# Analyst Perspective: Bitcoin Exits High Volatility But Fails to Enter Safe-Haven Asset Status



On March 18, Bitcoin's closing price fell below $72,000, failing to hold the price range formed after the rebound and lacking the upward momentum needed to break through recent highs.

QCP Capital released market analysis indicating that the correlation logic between Bitcoin and traditional financial markets has changed. It no longer behaves purely like a high-risk asset, but has yet to attract sustained inflows of safe-haven capital.

Specifically, such assets previously typically exhibited volatility far exceeding the broader market and maintained high positive correlation with tech stocks like Nasdaq.

However, Bitcoin is currently gradually breaking free from this "amplifier" role that moves with stock market fluctuations, instead displaying increasingly independent price movements.

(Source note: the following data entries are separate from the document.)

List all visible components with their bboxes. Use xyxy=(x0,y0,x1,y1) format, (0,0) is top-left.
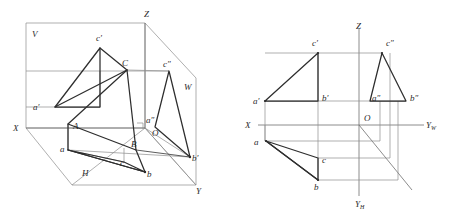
triangle-spatial-ABC xyxy=(68,70,136,150)
label-point-a-top-left: a xyxy=(60,144,65,154)
label-point-A: A xyxy=(72,121,79,131)
vertex-dot-right-cside xyxy=(381,52,383,54)
label-point-b-front-left: b′ xyxy=(192,153,200,163)
right-triangle-front-projection xyxy=(265,53,318,101)
label-axis-y-left: Y xyxy=(196,186,202,196)
left-pictorial-view: V H W X Y Z O A B C a′ b′ c′ a b c a″ c″ xyxy=(12,9,202,196)
label-point-b-top-left: b xyxy=(147,169,152,179)
label-origin-o-right: O xyxy=(364,113,371,123)
label-point-B: B xyxy=(131,139,137,149)
triangle-front-projection xyxy=(55,48,100,107)
label-point-b-top-right: b xyxy=(314,182,319,192)
label-point-a-side-left: a″ xyxy=(146,115,155,125)
label-plane-v: V xyxy=(32,29,39,39)
label-point-c-side-right: c″ xyxy=(386,38,394,48)
edge-a-to-b xyxy=(68,150,145,172)
label-axis-z-right: Z xyxy=(356,21,362,31)
vertex-dot-right-aprime xyxy=(264,100,266,102)
label-point-c-front-right: c′ xyxy=(312,38,319,48)
label-axis-yh: YH xyxy=(355,199,365,210)
w-plane-top-edge xyxy=(145,23,196,78)
vertex-dot-right-b-top xyxy=(317,179,319,181)
label-axis-x-left: X xyxy=(12,123,19,133)
projection-diagram-canvas: V H W X Y Z O A B C a′ b′ c′ a b c a″ c″ xyxy=(0,0,456,222)
label-plane-w: W xyxy=(184,82,193,92)
label-point-a-top-right: a xyxy=(254,137,259,147)
vertex-dot-bside xyxy=(189,156,191,158)
label-point-C: C xyxy=(122,58,129,68)
right-edge-a-to-b-top xyxy=(266,141,318,180)
right-orthographic-view: X Z YW YH O a′ b′ c′ a″ b″ c″ a b c xyxy=(244,21,437,210)
label-point-a-side-right: a″ xyxy=(372,93,381,103)
label-point-b-front-right: b′ xyxy=(322,93,330,103)
label-point-b-side-right: b″ xyxy=(410,93,419,103)
edge-aprime-to-C xyxy=(55,70,127,107)
vertex-dot-right-a-top xyxy=(265,140,267,142)
label-point-c-front-left: c′ xyxy=(96,33,103,43)
label-point-c-top-left: c xyxy=(120,158,124,168)
label-point-a-front-right: a′ xyxy=(253,96,261,106)
label-axis-yw: YW xyxy=(426,120,437,131)
label-origin-o-left: O xyxy=(152,128,159,138)
label-point-c-side-left: c″ xyxy=(163,59,171,69)
label-axis-x-right: X xyxy=(244,120,251,130)
label-axis-z-left: Z xyxy=(144,9,150,19)
label-plane-h: H xyxy=(81,168,89,178)
label-axis-yh-sub: H xyxy=(359,204,365,210)
technical-drawing-figure: V H W X Y Z O A B C a′ b′ c′ a b c a″ c″ xyxy=(0,0,456,222)
label-axis-yw-sub: W xyxy=(431,125,437,131)
label-point-a-front-left: a′ xyxy=(33,102,41,112)
vertex-dot-right-cprime xyxy=(317,52,319,54)
vertex-dot-b-top xyxy=(144,171,146,173)
label-point-c-top-right: c xyxy=(322,155,326,165)
edge-B-to-bside xyxy=(136,150,190,157)
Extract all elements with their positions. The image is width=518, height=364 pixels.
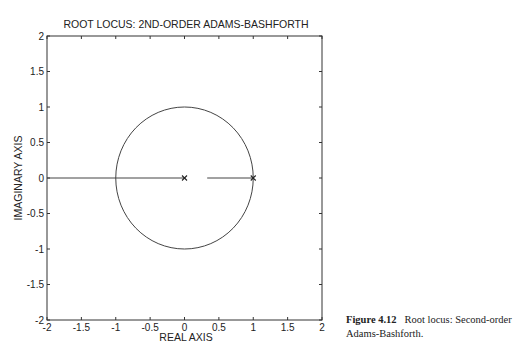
x-tick-label: -1.5 — [73, 322, 91, 333]
y-tick-label: 1 — [38, 102, 44, 113]
x-axis-label: REAL AXIS — [159, 331, 212, 343]
y-tick-label: 0 — [38, 173, 44, 184]
x-tick-label: 2 — [319, 322, 325, 333]
x-tick-label: 0.5 — [212, 322, 226, 333]
y-tick-label: 2 — [38, 31, 44, 42]
chart-title: ROOT LOCUS: 2ND-ORDER ADAMS-BASHFORTH — [63, 18, 308, 30]
figure-number: Figure 4.12 — [346, 314, 397, 325]
y-axis-label: IMAGINARY AXIS — [12, 136, 24, 221]
y-tick-label: 1.5 — [30, 66, 44, 77]
tick-labels: -2-1.5-1-0.500.511.52-2-1.5-1-0.500.511.… — [27, 31, 325, 334]
x-tick-label: -1 — [111, 322, 120, 333]
y-tick-label: -0.5 — [27, 208, 45, 219]
y-tick-label: -1 — [35, 244, 44, 255]
plot-area — [47, 107, 256, 249]
y-tick-label: -2 — [35, 315, 44, 326]
root-locus-figure: ROOT LOCUS: 2ND-ORDER ADAMS-BASHFORTH -2… — [0, 0, 518, 364]
x-tick-label: 1 — [250, 322, 256, 333]
y-tick-label: 0.5 — [30, 137, 44, 148]
x-tick-label: -0.5 — [142, 322, 160, 333]
x-tick-label: 1.5 — [281, 322, 295, 333]
figure-caption: Figure 4.12 Root locus: Second-order Ada… — [346, 313, 516, 341]
y-tick-label: -1.5 — [27, 279, 45, 290]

In the derivatives market, option structures remain defensive in nature. The 30-day implied volatility hovers around the 50 level; the 30-day risk reversal indicator shows that put option premiums exceed call option premiums.

The analysis suggests that although BTC's asset characteristics are evolving, it currently falls short of the status of gold or U.S. Treasuries and cannot provide reliable safe-haven functionality during market turbulence.

For investors, it is premature at this stage to view it as a defensive safe harbor against market crashes. Caution is warranted regarding its risk exposure in extreme market conditions.

Furthermore, macroeconomic factors continue to dominate the market. This week marks the most critical "central bank decision week" of the year, with the Federal Reserve, European Central Bank, Bank of Japan, and Bank of England all taking the stage consecutively this week.

Despite weak growth and labor data, rising oil prices complicate the rate-cutting pathway. The market has significantly reduced expectations for monetary easing, with the interest rate environment shifting from supportive to headwind.

Additionally, geopolitical risks keep oil prices hovering near $100 per barrel. Even if markets prepare for improved conditions, uncertainty in the Gulf region casts a stagflation shadow over various asset classes.

Overall, in the current environment, Bitcoin no longer trades purely as a high-risk asset, but has yet to attract sustained safe-haven capital inflows.

Currently, this identity ambiguity may become the new normal until policy paths or geopolitical landscapes become clearer.